The Ports Authority and Corps are appealing Gergel’s order.

Then on Jan. 27, Chief Administrative Law Judge Ralph K. Anderson III takes up the matter of a challenge to a state permit for those pilings.

The Department of Health and Environmental Control in Dec. 2012 approved the permit. Officials noted that the warehouse area has been an industrial and commercial area for centuries and putting in the five pilings for the terminal alone does not allow bigger ships or more ships.

The neighborhood, conservation and preservation groups appealed. And it will likely be many months until the issue is resolved because any decision by an administrative law judge can then be appealed to state circuit court.

There’s been no ruling on the third outstanding legal action – the case before the state Supreme Court that alleges the cruises are a public nuisance. The justices heard arguments in mid-November and have not yet handed down a decision.
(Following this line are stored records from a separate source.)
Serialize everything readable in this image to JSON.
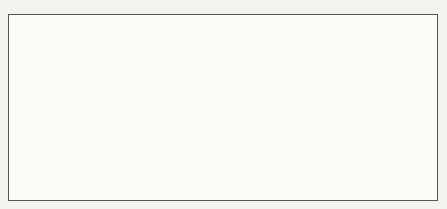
{
  "chart_data": [
    {
      "type": "stem",
      "title": "Input signal x[n]",
      "xlabel": "n",
      "ylabel": "",
      "xlim": [
        -1,
        20
      ],
      "ylim": [
        -8,
        7
      ],
      "xticks": [
        0,
        10,
        20
      ],
      "yticks": [
        -8,
        -6,
        -4,
        -2,
        0,
        2,
        4,
        6
      ],
      "x": [
        0,
        1,
        2,
        3,
        4,
        5,
        6,
        7,
        8,
        9,
        10,
        11,
        12,
        13,
        14,
        15,
        16,
        17,
        18,
        19
      ],
      "values": [
        1,
        1,
        1,
        1,
        1,
        1,
        1,
        1,
        1,
        1,
        1,
        1,
        1,
        1,
        1,
        1,
        1,
        1,
        1,
        1
      ]
    },
    {
      "type": "stem",
      "title": "Integrator w[n]",
      "xlabel": "n",
      "ylabel": "",
      "xlim": [
        -1,
        20
      ],
      "ylim": [
        -8,
        7
      ],
      "xticks": [
        0,
        10,
        20
      ],
      "yticks": [
        -8,
        -6,
        -4,
        -2,
        0,
        2,
        4,
        6
      ],
      "x": [
        0,
        1,
        2,
        3,
        4,
        5,
        6,
        7,
        8,
        9,
        10,
        11,
        12,
        13,
        14,
        15,
        16,
        17,
        18,
        19
      ],
      "values": [
        1,
        2,
        3,
        4,
        5,
        6,
        7,
        -8,
        -7,
        -6,
        -5,
        -4,
        -3,
        -2,
        -1,
        0,
        1,
        2,
        3,
        4
      ]
    },
    {
      "type": "stem",
      "title": "Output y[n]",
      "xlabel": "n",
      "ylabel": "",
      "xlim": [
        -1,
        20
      ],
      "ylim": [
        -8,
        7
      ],
      "xticks": [
        0,
        10,
        20
      ],
      "yticks": [
        -8,
        -6,
        -4,
        -2,
        0,
        2,
        4,
        6
      ],
      "x": [
        0,
        1,
        2,
        3,
        4,
        5,
        6,
        7,
        8,
        9,
        10,
        11,
        12,
        13,
        14,
        15,
        16,
        17,
        18,
        19
      ],
      "values": [
        1,
        2,
        3,
        4,
        5,
        6,
        6,
        6,
        6,
        6,
        6,
        6,
        6,
        6,
        6,
        6,
        6,
        6,
        6,
        6
      ]
    }
  ],
  "panels": [
    {
      "title": "Input signal x[n]",
      "xlabel": "n"
    },
    {
      "title": "Integrator w[n]",
      "xlabel": "n"
    },
    {
      "title": "Output y[n]",
      "xlabel": "n"
    }
  ]
}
Carnival Cruise Lines based its 2,056-passenger liner Fantasy in Charleston more than three years ago, giving the city a year-round industry. Before that, ships made port calls, but none were based in Charleston.

Charleston Cruises 2014

The Azamara Club Cruises passenger liner Quest makes a port call in Charleston, S.C., in this Dec. 10, 2013, photograph. It’s been almost four years since the South Carolina Ports Authority announced plans to build a new $35 million cruise terminal. But legal challenges from conservation, preservation and neighborhood groups have delayed the project. In January of 2014 attorneys in the case appear before both a mediator for the 4th U.S. Circuit Court of Appeals and before a South Carolina administrative law judge.